Unification is Prolog's approach to matching terms. It is more powerful than Haskell style pattern matching.

  • Variables may appear more than once.
  • Terms may have variables inside them.

For example, we can unify foo(3, [X, Y | T]) with foo(Z, [1, 2, 3, 4]) using a goal involving the = operator.

?- foo(3, [X, Y | T]) = foo(Z, [1, 2, 3, 4]).
X = 1,
Y = 2,
T = [3, 4],
Z = 3.

Let \(\mbox{unify}(T_1, T_2)\) be the conditions under which two terms unify.

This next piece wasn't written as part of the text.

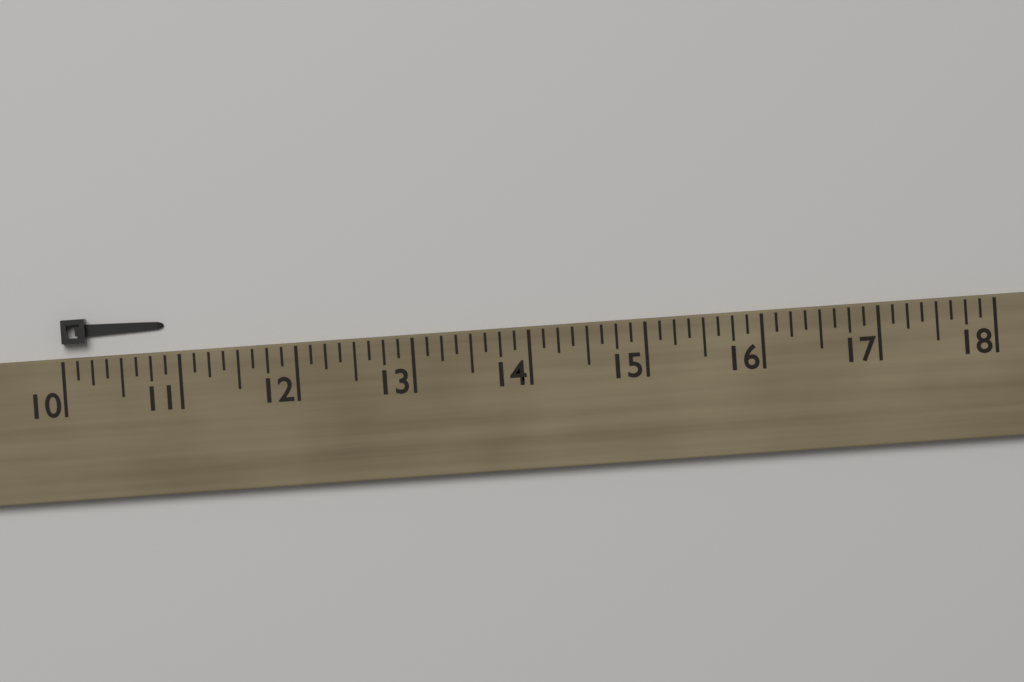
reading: 10.875 (no unit)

  • If \(T_1\) and \(T_2\) are constants, they unify if they are the same value, otherwise unification fails.
  • If \(T_1\) is a variable then unification success with \(T_1\) being instantiated to \(T_2\).
  • If \(T_2\) is a variable then unification success with \(T_2\) being instantiated to \(T_1\).
  • Otherwise, \(T_1\) and \(T_2\) are complex terms.
    • Let \(T_1 = N_1(A_1, A_2, \ldots, A_n)\) where \(N_1\) is the name (functor) and \(A_1, A_2, \ldots, A_n)\) are the arguments.
    • Let \(T_2 = N_1(B_1, B_2, \ldots, B_m)\) where \(N_1\) is the name (functor) and \(B_1, B_2, \ldots, B_m)\) are the arguments.
    • The two terms unify if:
      • The names \(N_1\) and \(N_2\) are the same,
      • The arity (number of arguments) is the same (\(m=n)\), and
      • Corresponding argument terms unify: \(\mbox{unify}(A_i, B_i)\)

Functor/Arity Notation

Prolog uses a notation such as name/arity to refer to a term with given name and number of arguments. Names may be reused with different numbers of arguments.

Updated Thu March 28 2019, 11:29 by cameron.